Notes of the user group meeting on Dec 5, 2013
Participants: Michelle A. Paolillo, Loretta Auvil, Samitha Liyanage
Theme of today is discussion personal usage of HTRC data, or usage of data in general, or patrons' data need from a library.
Michelle discussed on use case from a scholar at Cornell, Prof. Ed Baptist (History). He wanted to access in-copyright content of HathiTrust, which is about Slave narrative from the Federal Writer’s Project. He would like to do some entity extraction and topic modeling on the data. However, this is in-copyright can HathiTrust does not provide scanned image.
Miao: will dig out a previous email to look more into this use case
Loretta:For entity extraction, such as time, it's easy to extract some strings from text, e.g. today, yesterday, but it's hard to put them in the timeline.
She also shared some knowledge on HTRC analysis on in copyrighted content in the future. Mainly, features will be extracted, such as word frequencies. There have also been discussion on getting co-occurrence matrix for topic modeling purpose.
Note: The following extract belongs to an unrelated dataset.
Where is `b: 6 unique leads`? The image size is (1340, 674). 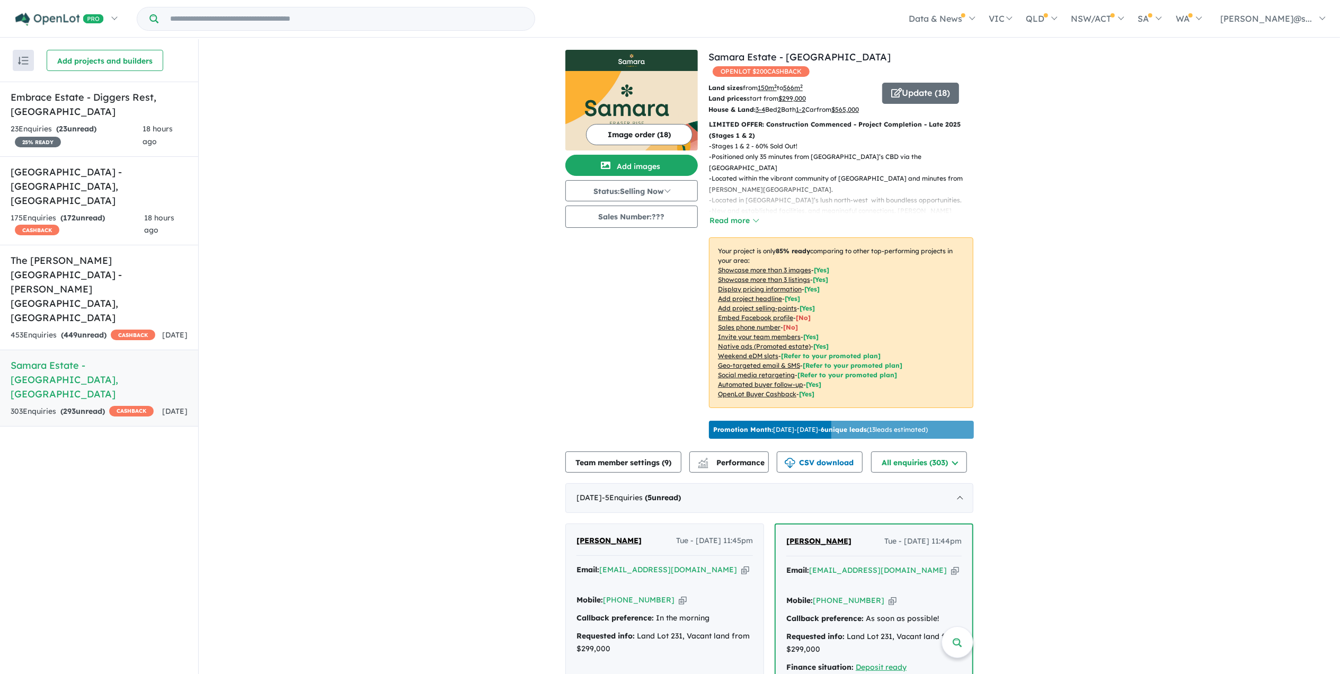
b: 6 unique leads is located at coordinates (843, 429).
Michelle: Prof. Baptist taught digital history class this past semester, which included emphasis on introducing algorithmic analysis to students. The class was introduced to HTRC porat and Prof. Baptist used topic modeling samples from it as a teaching method in class. He showed students word cloud from different perspectives, e.g. comparing narratives of enslavement as told by slaves and abolitionists; quite interesting to compare the word clouds.
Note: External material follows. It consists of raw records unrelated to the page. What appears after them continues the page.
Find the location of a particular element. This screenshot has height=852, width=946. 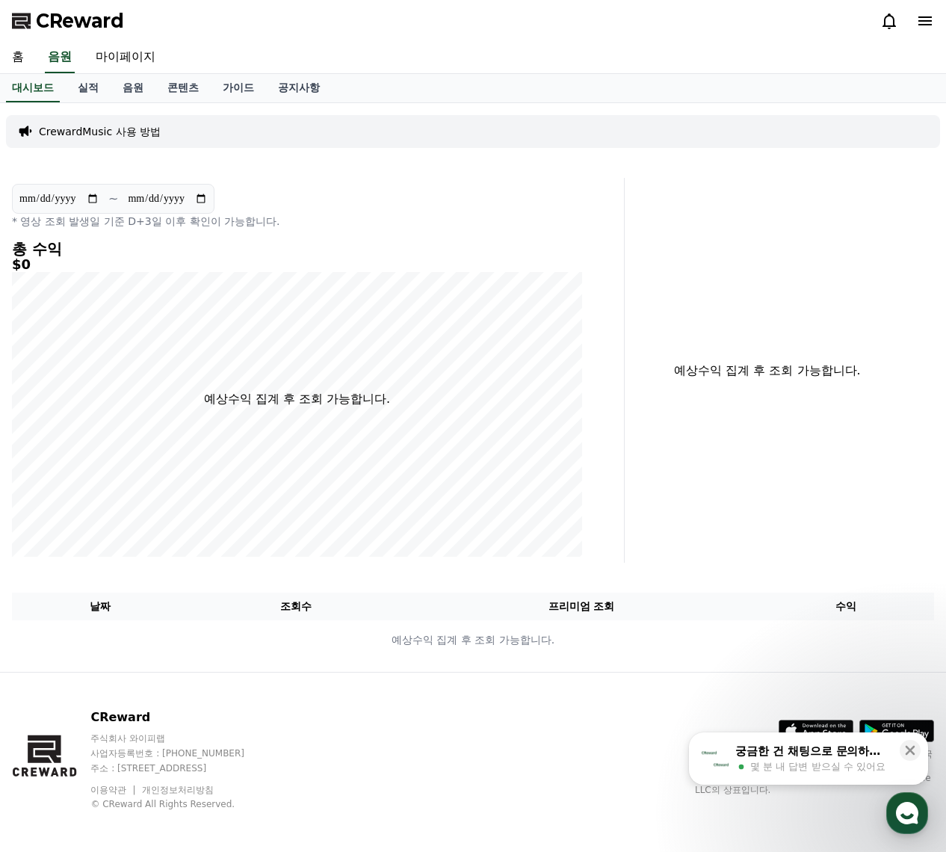

a: CrewardMusic 사용 방법 is located at coordinates (99, 132).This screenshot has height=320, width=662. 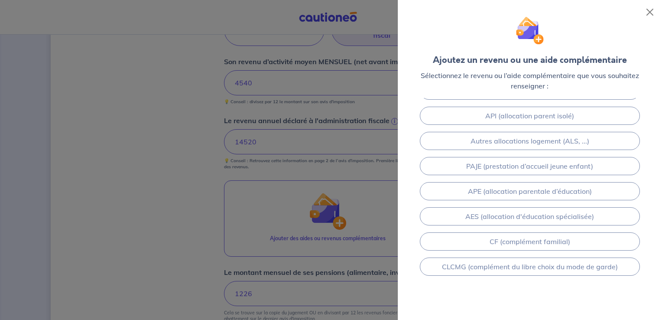 What do you see at coordinates (530, 216) in the screenshot?
I see `a: AES (allocation d'éducation spécialisée)` at bounding box center [530, 216].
There has been interest in scholarly community to have XML files from some place and use it for other purposes.
Then the discussion went on to visualization. It's useful in showing people associations from the data in an interactive way. Loretta mentioned there could be difficulty in setting up such servers or service for visualization.
Miao mentioned the most recent HTRC architecture in plan has a part for R/Python, as another way of interacting with HTRC text.